Gas-phase multiply charged proteins have been sympathetically cooled to translational temperatures below 1 K by Coulomb interaction with laser-cooled barium ions in a linear ion trap. In one case, an ensemble of 53 cytochrome c molecules ͑mass Ӎ12 390 amu, charge +17e͒ was cooled by Ӎ160 laser-cooled barium ions to less than 0.75 K. Storage times of more than 20 min have been observed and could easily be extended to more than an hour. The technique is applicable to a wide variety of complex molecules.
In this work, we demonstrate quantitative measurements of photodestruction rates of translationally cold, charged biomolecules. The long-term stable storage of the molecular ions in an ion trap under ultra-high vacuum conditions allows measurement of small rates and verification that rates are linear in photodestruction laser intensity. Measurements were performed on singly protonated molecules of the organic compound glycyrrhetinic acid (C30H46O4), dissociated by a continuous-wave UV laser (266 nm) using different intensities. The molecules were sympathetically cooled by simultaneously trapped laser-cooled barium ions to translational temperatures of below 150 mK. Destruction rates of less than 0.05 s−1 and a cross section of (1.1 ± 0.1) × 10−17 cm2 have been determined. An extension to tunable UV laser sources would permit high-resolution dissociation spectroscopic studies on a wide variety of cold complex molecules.
In this work we demonstrate vibrational spectroscopy of polyatomic ions that are trapped and sympathetically cooled by laser-cooled atomic ions. We use the protonated dipeptide tryptophane-alanine (HTyrAla + ) as a model system, cooled by Barium ions to less than 800 mK secular temperature. The spectroscopy is performed on the fundamental vibrational transition of a local vibrational mode at 2.74 µm using a continuous-wave optical parametric oscillator (OPO). Resonant multi-photon IR dissociation spectroscopy (without the use of a UV laser) generates charged molecular fragments, which are sympathetically cooled and trapped, and subsequently released from the trap and counted. We measured the cross section for R-IRMPD under conditions of low intensity, and found it to be approximately two orders smaller than the vibrational excitation cross section.The observed rotational bandwidth of the vibrational transition is larger than the one expected from the combined effects of 300 K black-body temperature, conformer-dependent line shifts, and intermolecular vibrational relaxation broadening (J. Stearns et al., J. Chem. Phys., 127, 154322-7 (2007)). This indicates that as the internal energy of the molecule grows, an increase of the rotational temperature of the molecular ions well above room temperature (up to on the order of 1000 K), and/or an appreciable shift of the vibrational transition frequency (approx. 6-8 cm −1 ) occurs.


§ Assigned task:
Make an exact copy of the records, with the images left out.
(Input data begins)
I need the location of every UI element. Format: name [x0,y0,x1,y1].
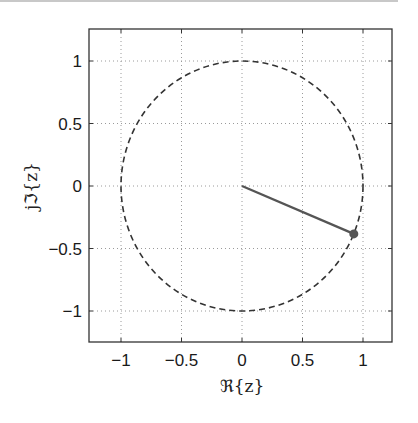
x-tick-labels: −1−0.500.51 [111,351,367,370]
grid-lines [89,29,392,342]
y-tick-label: 0.5 [58,115,82,134]
y-tick-label: −1 [63,302,82,321]
y-axis-label: jℑ{z} [21,162,41,212]
x-tick-label: 1 [358,351,367,370]
x-tick-label: 0 [237,351,246,370]
tick-marks [89,29,392,342]
y-tick-label: −0.5 [48,240,82,259]
x-tick-label: −0.5 [165,351,199,370]
phasor-tip-marker [349,229,358,238]
x-tick-label: 0.5 [291,351,315,370]
y-tick-labels: −1−0.500.51 [48,52,82,321]
x-tick-label: −1 [111,351,130,370]
y-tick-label: 1 [73,52,82,71]
complex-plane-chart: −1−0.500.51 −1−0.500.51 ℜ{z} jℑ{z} [0,0,418,423]
x-axis-label: ℜ{z} [220,376,265,396]
axes-box [89,29,392,342]
y-tick-label: 0 [73,177,82,196]
phasor-line [242,186,354,234]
(Input data ends)
§ Expected answer:
I need the location of every UI element. Format: name [x0,y0,x1,y1].
x-tick-labels: −1−0.500.51 [111,351,367,370]
grid-lines [89,29,392,342]
y-tick-label: 0.5 [58,115,82,134]
y-tick-label: −1 [63,302,82,321]
y-axis-label: jℑ{z} [21,162,41,212]
x-tick-label: 1 [358,351,367,370]
x-tick-label: 0 [237,351,246,370]
tick-marks [89,29,392,342]
y-tick-label: −0.5 [48,240,82,259]
x-tick-label: −0.5 [165,351,199,370]
phasor-tip-marker [349,229,358,238]
x-tick-label: 0.5 [291,351,315,370]
y-tick-labels: −1−0.500.51 [48,52,82,321]
x-tick-label: −1 [111,351,130,370]
y-tick-label: 1 [73,52,82,71]
complex-plane-chart: −1−0.500.51 −1−0.500.51 ℜ{z} jℑ{z} [0,0,418,423]
x-axis-label: ℜ{z} [220,376,265,396]
axes-box [89,29,392,342]
y-tick-label: 0 [73,177,82,196]
phasor-line [242,186,354,234]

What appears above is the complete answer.